An early election gives Netanyahu the chance to take on these challengers before they find their feet and fortify an electoral base.
Latest polls show an imminent election would not only maintain Netanyahu’s hold on power but strengthen it. The man who came closest to Netanyahu in the 2013 voting, the centrist Yair Lapid, is polling at 11 seats, a decline of eight seats that doesn’t eliminate him entirely from the power game in the 120-seat legislature but certainly demotes him from kingmaker. According to a Haaretz poll published two days ago, assuming that Kahlon ran on his own, the right-wing religious bloc on its own would be able to muster many more than the 61 seats it needs to govern, without seeking token centrist representation. In that poll, Likud got 24 seats, Bennet’s Habait Hayehudi, 16; Lieberman’s Yisrael Beitenu, 11; and the religious parties United Torah Judaism and Shas, 8 and 6, respectively — totaling 65 seats.
For appearance’s sake or potentially to balance the more right-wing inclinations of some of those allies, Netanyahu could then have his pick from the main centrist parties — Kahlon with 12, Lapid’s Yesh Atid with 11 and Tzipi Livni’s Hatnuah at 4. If Netanyahu’s handling of Lapid after the 2013 election offers a guideline, he would likely pick Kahlon to discredit his oppositional credentials by making him co-own the policies of the new government.

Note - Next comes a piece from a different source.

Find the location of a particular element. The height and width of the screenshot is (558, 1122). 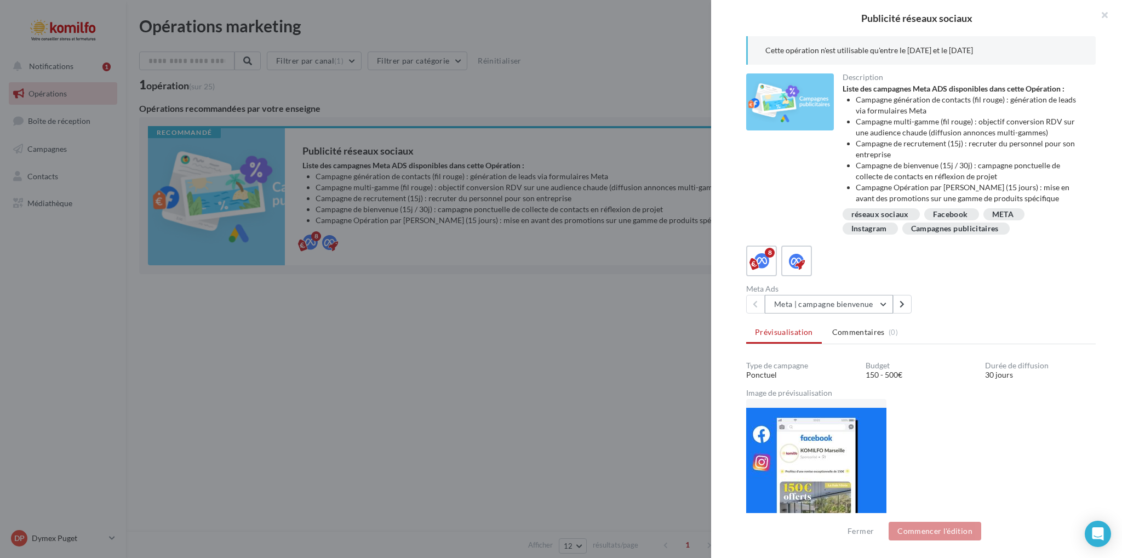

button: Fermer is located at coordinates (860, 531).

And in further evidence of the steady drift of Israel’s political median to the right over the past 14 years, the center-left block obviously loses ground. Labor leader Yitzhak Herzog sees his party slump to 13 seats, down from 15. Meretz retains its six seats, which in the current political climate is remarkable for the most left-wing of the Zionist parties but is still a far cry from the days when Meretz attracted most of Lapid’s disaffected voters and polled as high as 12. Hadash, the Jewish-Arab leftist party, rises to five seats, Ahmad Tibi’s Raam-Taal polls at four, and liberal-nationalist Balad does not pass the electoral minimum and wins no seats.
The new minimum of 3.25 percent of the vote required win a seat in the Knesset raises the most intriguing question of the coming election: Will the parties representing Palestinian citizens of Israel, among which Hadash is traditionally included, sink their differences and field a common slate, given that the new electoral minimum raises the prospect of a parliament in which their community has no voice at all? Negotiations to that end are underway, and polling shows that a joint list would be stronger than than the sum of its parts, gaining as many as 17 seats and becoming the second- or third-largest party in the Knesset.

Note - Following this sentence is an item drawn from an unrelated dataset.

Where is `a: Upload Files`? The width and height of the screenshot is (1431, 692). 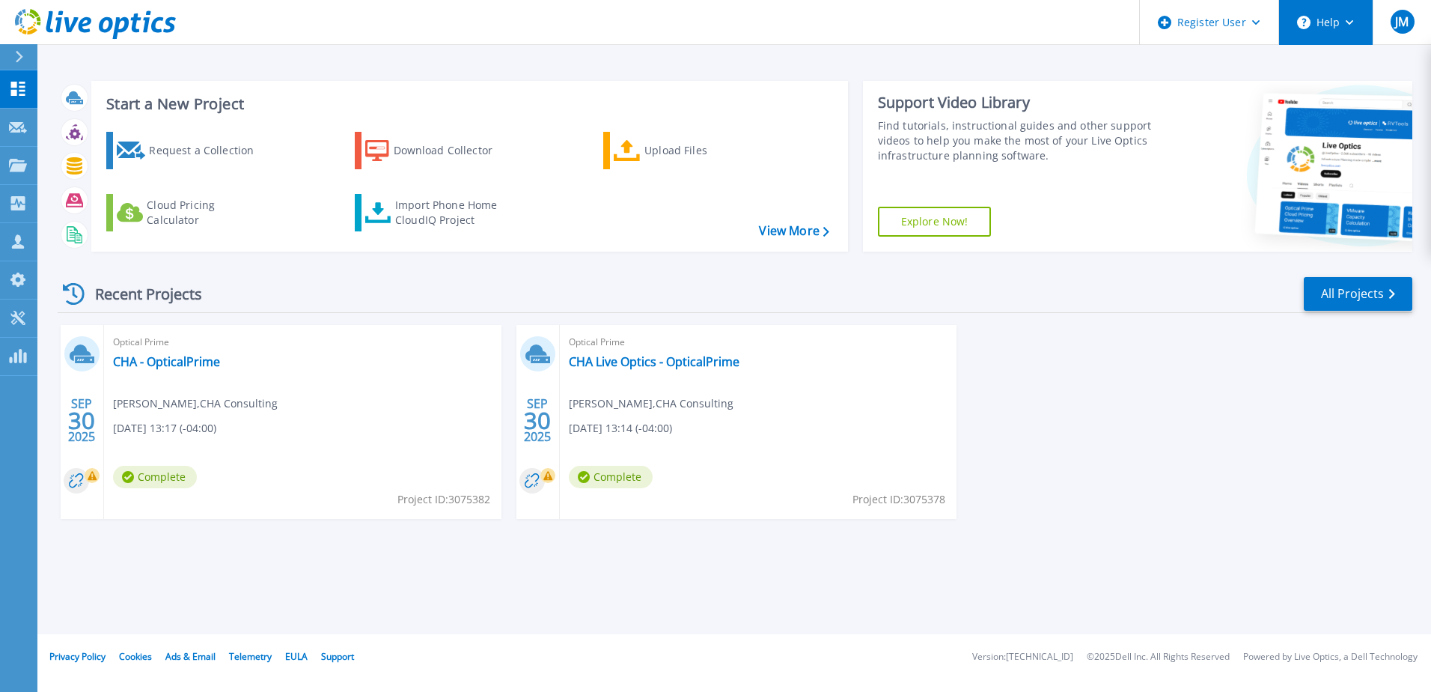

That doesn’t mean they would be invited into government, since Arab representation in the governing coalition remains a taboo, even for Israel’s left-wing parties, despite the fact that Palestinian citizens of Israel account for one-fifth of the population. Still, such a strong showing raises the possibility of a centrist minority government governing with support of the Arab parties in the Knesset, although it’s questionable whether the self-described Zionist parties would risk their legitimacy in the eyes of an overwhelmingly nationalist Jewish electorate to take that option.
Some of these scenarios remain hypothetical: The Arab unity project has failed before. Kahlon’s intentions are not clear, and if he choses to run, he could attract defectors from other parties, including Likud, which would do Netanyahu’s prospects considerable harm.
For now, however, the new election looks likely to be an exercise in old politics, by old politicians — with the most likely outcome set to take Israel even further to the right and even further from an international community whose impatience with the failure of the peace process was mostly recently signaled by the French parliament’s vote on Tuesday to symbolically recognize a Palestinian state. Rather than any new prospect for an end to the occupation, the best hope Palestinians would probably see in the results of a new election would be a government whose policies are more likely to accelerate than to reverse Israel’s growing international isolation.